Friday, April 16, 2004

Graveyard shift in the ER

It was 4.45 am. I was working the graveyard shift in the emergency department. The call that came in warned us: 2 ST elevation MIs coming in.
Mr. X was a guy in his 60s. Typical of a Minnesotan farmer, he was big, overweight to be precise. Pretty stoic, but he stingily offered his story, he was awakened by crushing chest pain. Never had it before. Never had any cardiac problems.
The EKG rhythm strip from the ambulance told us all we needed to know. ST elevation. The 12 lead confirmed it. We call it ‘tombstoning’ patterns, for the ominous meaning it held.
The CCU fellow assessed him in the ER. We did what we had to, and got him ready to go immediately up to the cath lab to have emergency angioplasty. Not bad, if you consider that he was wheeled in only minutes ago. He looked pretty comfortable. For now.

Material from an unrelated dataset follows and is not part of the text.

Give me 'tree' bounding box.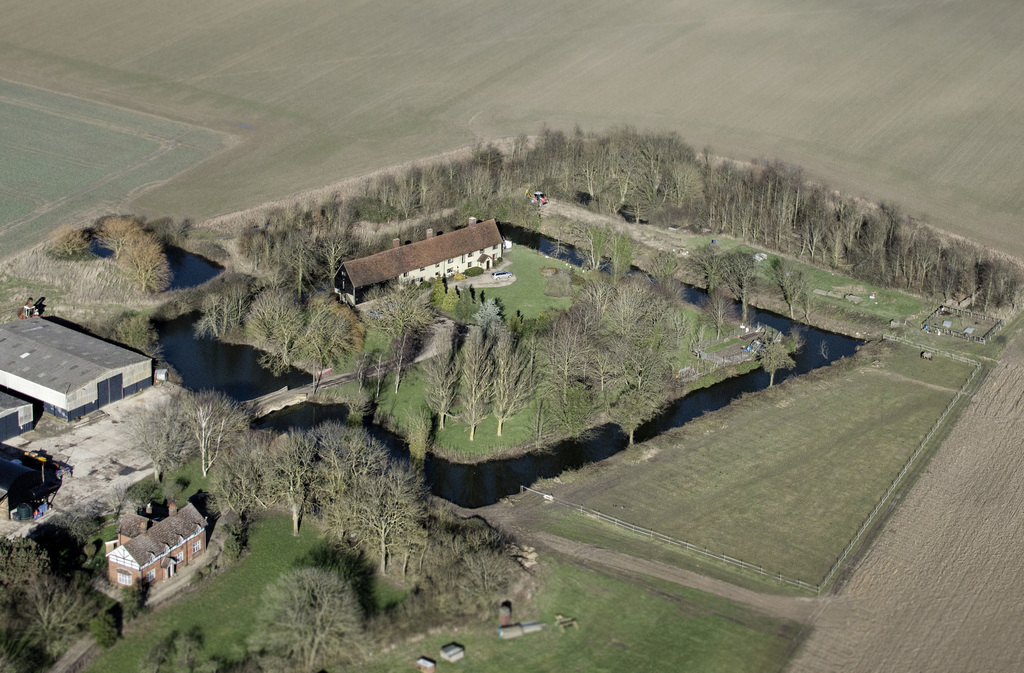
[248,574,364,667].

“Ohh, I don’t feel too good.”

I look at him, and find him ashen-faced. Suddenly he’s out like a lamp. Alarms go.
“V-fib!” someone yells. Essentially, unless we bring him back, he’s dead.

Charge to 200J. Clear.

His body jolts with the energy being pulsed into his chest. A small stream of blood trickles down his mouth, likely from his biting his tongue with the shock.
Normal sinus!

He opens his eyes. “What happened?”

He’s back, and 30 secs later he’s off to the cath lab with nurses and a cardiac monitor.
I catch myself thinking, this patient was dead and back in that 15 seconds. No chance a patient in Malaysia could have had this benefit. Silently, I say a prayer for him.

I wish I could offer my patients back home the same benefit. At the same time, I'm grateful that medicine has progressed, at least in the USA, to such an extent. I'm frustrated, that the dean of my undergraduate school in Malaysia, a hematologist who died of an MI while waiting in the ER of the University Hospital of KL, probably could have been saved had we had the resources.

Cath lab in 30 mins? What a joke. We don't even have crash carts there.